Trialling new service delivery models or using already paid for community assets is yielding impressive results for the local authority, with a significant increase in older people using support services and more residents accessing health and wellbeing support through our libraries.

Lessons learned
This work is a continuous evolution, and we’ve learned some key lessons as we’ve gone along. The reality is that the work is ongoing and has to be very dynamic, especially as Hackney, like all councils, navigate financial pressures and competing priorities.
- Our focus has been on developing pilots and business cases that we can very quickly align with system-wide needs.
- Using the data we collect to tell local stories about this way of working and this mindset of continuous evolution and using our libraries as a test bed for pilots has been essential.
- A core part of this learning journey has been seeking external validation and proactively advocating for this work. For instance, we successfully delivered a fully funded LGA Libraries peer challenge, which gave us an independent evaluation of our community hub approach. And the reports, from the LGA Peer challenge were highly positive, praising our work with underrepresented communities and agreeing essentially that the transformation should turn libraries into modern community focused resources.
- We ensure that we publicly celebrate major achievements, we enter a lot of our projects to international awards. We showcase what the library service does in council wide newsletters at the Chief Exec Road Show, and we extend our, events, invites, to the chief executive and the corporate leadership team so they can witness the work firsthand.
- We have also learnt that we require teams with strong collaboration skills and user insights. Our tip is to identify and engage those early adopters, people who can anticipate future trends within the team but also across council directorates, to develop pilots.
There is growing recognition nationally of the strategic capacity of libraries to operate as community hubs across neighbourhoods, but the transformation brings opportunities and challenges, not least for those working in and leading library services.

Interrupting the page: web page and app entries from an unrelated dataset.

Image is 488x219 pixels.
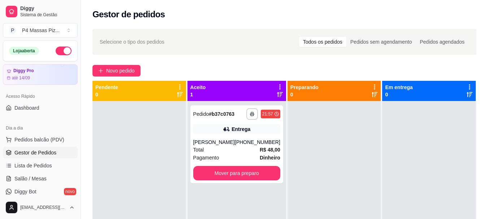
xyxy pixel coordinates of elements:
p: Pendente [95,84,118,91]
span: Pagamento [193,154,219,162]
p: 0 [95,91,118,98]
div: Todos os pedidos [299,37,346,47]
p: Em entrega [385,84,412,91]
p: Preparando [290,84,318,91]
span: Selecione o tipo dos pedidos [100,38,164,46]
strong: R$ 48,00 [260,147,280,153]
p: 0 [290,91,318,98]
strong: # b37c0763 [209,111,234,117]
span: Dashboard [14,104,39,112]
p: 1 [190,91,206,98]
button: Alterar Status [56,47,71,55]
span: Sistema de Gestão [20,12,75,18]
div: Pedidos sem agendamento [346,37,415,47]
span: P [9,27,16,34]
button: Pedidos balcão (PDV) [3,134,78,145]
a: Lista de Pedidos [3,160,78,171]
div: [PERSON_NAME] [193,139,235,146]
button: Mover para preparo [193,166,280,180]
span: Pedido [193,111,209,117]
div: Dia a dia [3,122,78,134]
button: Select a team [3,23,78,38]
a: Diggy Proaté 14/09 [3,64,78,85]
span: Gestor de Pedidos [14,149,56,156]
div: Loja aberta [9,47,39,55]
span: Diggy Bot [14,188,36,195]
article: até 14/09 [12,75,30,81]
span: [EMAIL_ADDRESS][DOMAIN_NAME] [20,205,66,210]
p: 0 [385,91,412,98]
span: Pedidos balcão (PDV) [14,136,64,143]
span: Salão / Mesas [14,175,47,182]
div: Pedidos agendados [415,37,468,47]
a: DiggySistema de Gestão [3,3,78,20]
div: P4 Massas Piz ... [22,27,60,34]
span: Total [193,146,204,154]
a: Dashboard [3,102,78,114]
article: Diggy Pro [13,68,34,74]
div: [PHONE_NUMBER] [235,139,280,146]
span: Novo pedido [106,67,135,75]
div: Entrega [231,126,250,133]
span: plus [98,68,103,73]
a: Gestor de Pedidos [3,147,78,158]
h2: Gestor de pedidos [92,9,165,20]
span: Lista de Pedidos [14,162,52,169]
div: 21:57 [262,111,273,117]
p: Aceito [190,84,206,91]
button: [EMAIL_ADDRESS][DOMAIN_NAME] [3,199,78,216]
a: Salão / Mesas [3,173,78,184]
div: Acesso Rápido [3,91,78,102]
a: Diggy Botnovo [3,186,78,197]
button: Novo pedido [92,65,140,77]
strong: Dinheiro [260,155,280,161]
span: Diggy [20,5,75,12]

And so, we are thinking about how we can bring our staff along for this channel shift, that we are planning.
Over the next year or two, we are working with Professor Steven Griggs and the Centre for Business Innovation and the Regions at the University of Staffordshire on a new research project that will better understand what the community hub model actually means for libraries and practice. And in doing so, it will generate guidance on how we can best navigate the transformation to meet the shifting demands of communities and the neighbourhood governance around it.
Future plans
In Hackney, we are convening a cross-council and VCSE working group that will develop options for a hybrid model for neighbourhoods. This effort is focused on the reality that inequality is a real and persistent issue in Hackney with some communities becoming almost entrenched in poverty. Therefore, the Borough-wide work is about organising support in a way that helps us respond to that earlier, more consistently and in a way that works for residents.
Our work does not create new buildings or new bureaucracy. It uses trusted local libraries as essential neighbourhood infrastructure and a delivery platform to make it easier for residents to access support early and locally.
Our next step is to develop how we build hyperlocal approaches right across the Borough to create a cohesive, Borough-wide strategy.